Reinstituting many of the overturned per se antitrust rules all but require a change of precedent from the Supreme Court, which appears highly unlikely given the ideology of most of the current justices. However, modifying the process that enforcers use to determine relevant markets does not require overcoming such a seemingly insurmountable hurdle. Ridding antitrust litigation of the econometric process would simply require enforcers, particularly those at the Federal Trade Commission and the Department of Justice, to completely abandon the process altogether in their enforcement efforts (particularly in the merger guidelines) and instead exclusively rely on the Brown Shoe methodology. Neither the law nor the jurisprudence would need to be modified to effectuate this change—although it might be helpful, before unilaterally disarming, to first explain the new policy in the agencies’ forthcoming revision to the merger guidelines.

While some judges currently ignore or dismiss the Brown Shoe methodology, were enforcers to completely abandon the econometric process for defining markets, courts effectively would have no choice but to rely on the controlling Brown Shoe process.
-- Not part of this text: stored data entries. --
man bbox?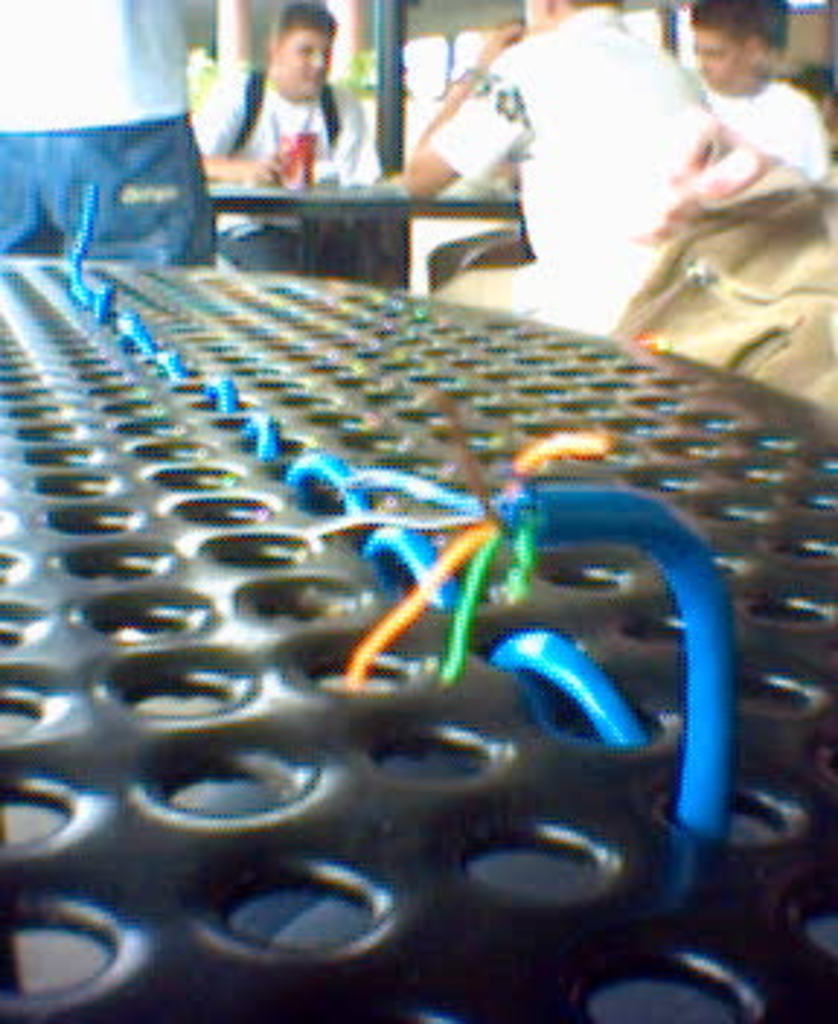
left=183, top=23, right=448, bottom=239
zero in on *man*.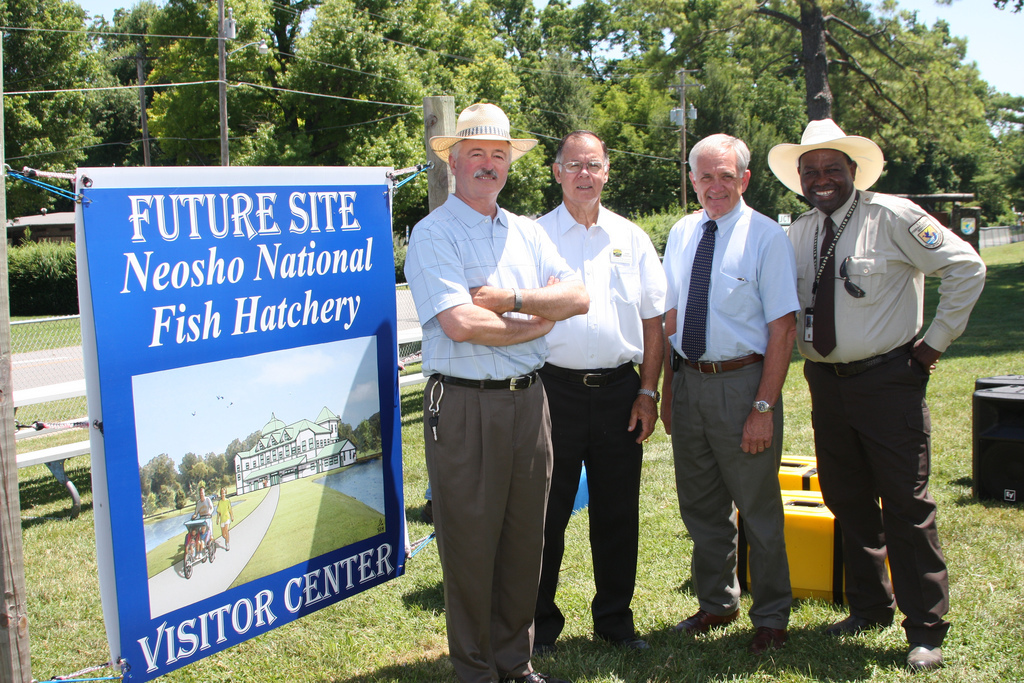
Zeroed in: <bbox>537, 129, 671, 650</bbox>.
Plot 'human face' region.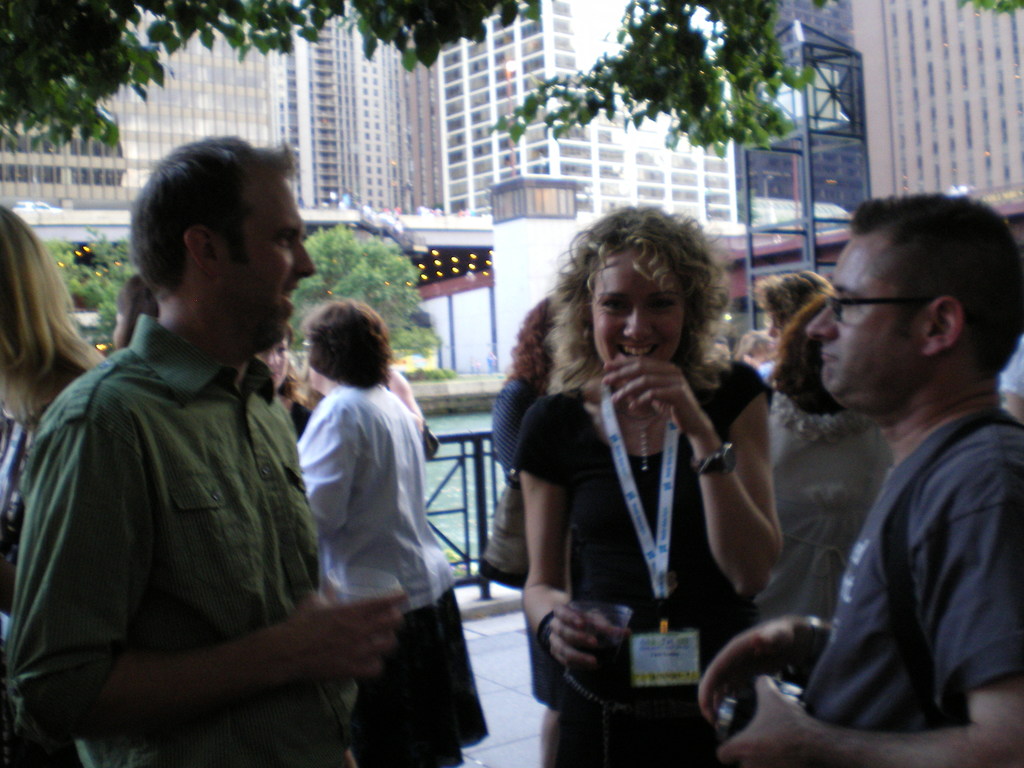
Plotted at (804, 232, 927, 416).
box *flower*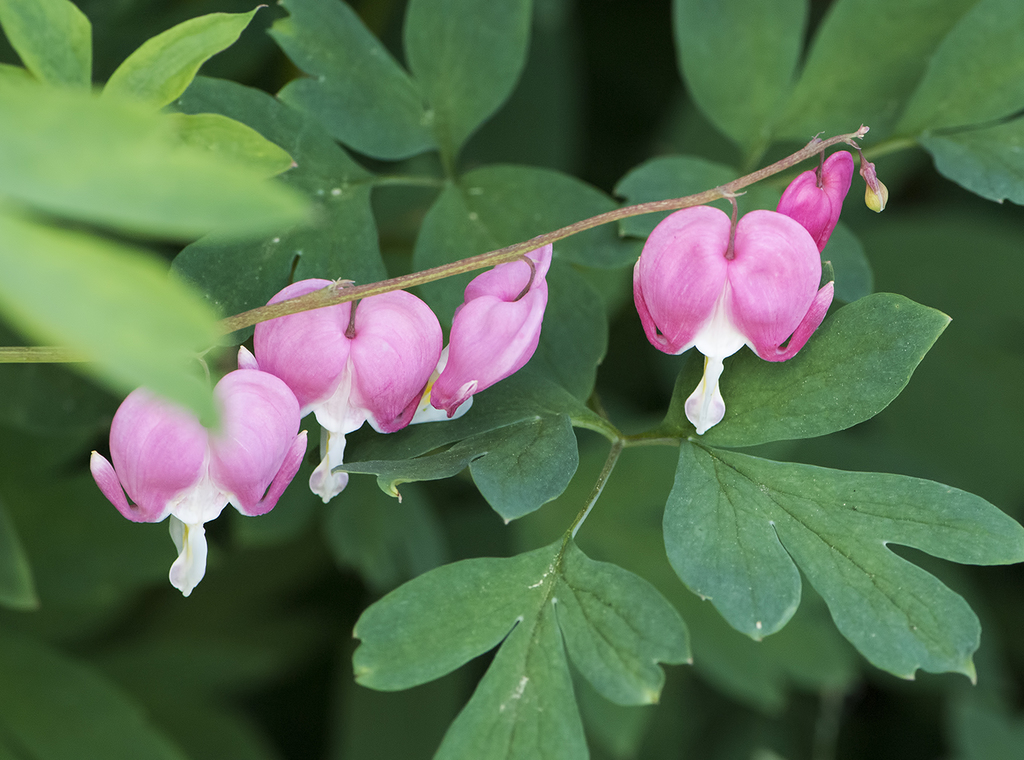
[x1=625, y1=180, x2=848, y2=387]
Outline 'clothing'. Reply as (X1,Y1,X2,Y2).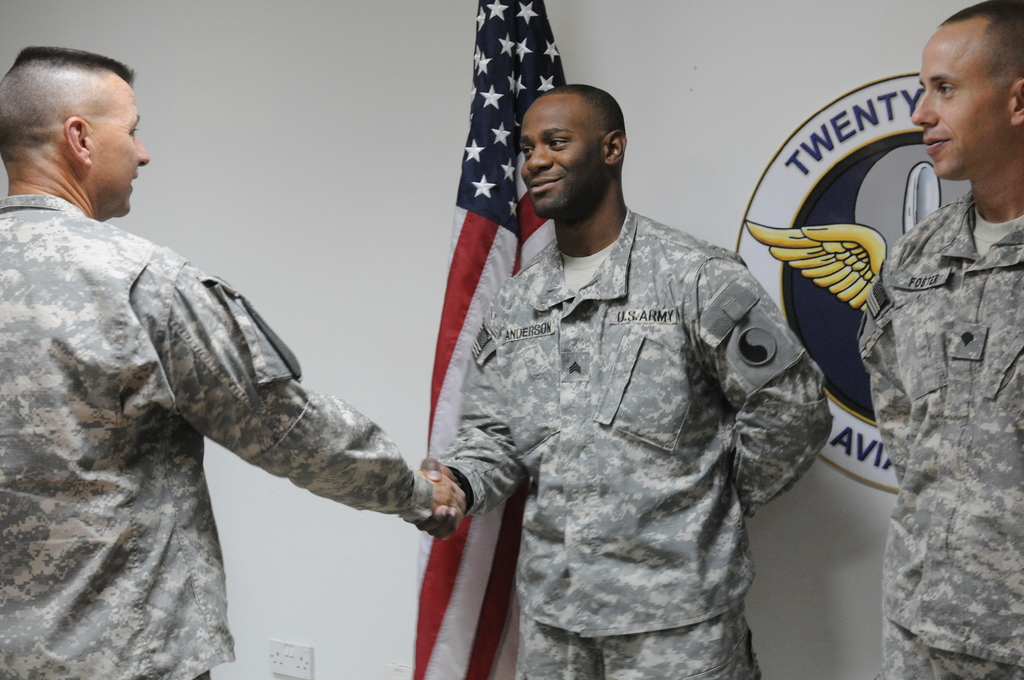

Unlike other aspects of antitrust law, enforcement officials can and should fully embrace the controlling law, in this case Brown Shoe, and use it readily, leaving private litigants to employ the econometric process if they so chose. Nevertheless, history indicates that courts are highly deferential to the methods used by federal enforcers—especially when explicated in the merger guidelines—and private litigants would likely follow the lead of federal enforcers in deciding which method to use to define relevant markets.

Currently, the Department of Justice and the Federal Trade Commission are redoing and updating their merger guidelines. To continue facilitating the progressive antitrust policy that began with President Biden’s administration and to start broadly de-economizing antitrust litigation, both agencies should seize the opportunity to jettison the econometric-heavy market definition tests and enshrine this change within the updated merger guidelines. Enforcers should instead exclusively rely on the sensible, practical, and fair approach the Supreme Court developed in Brown Shoe.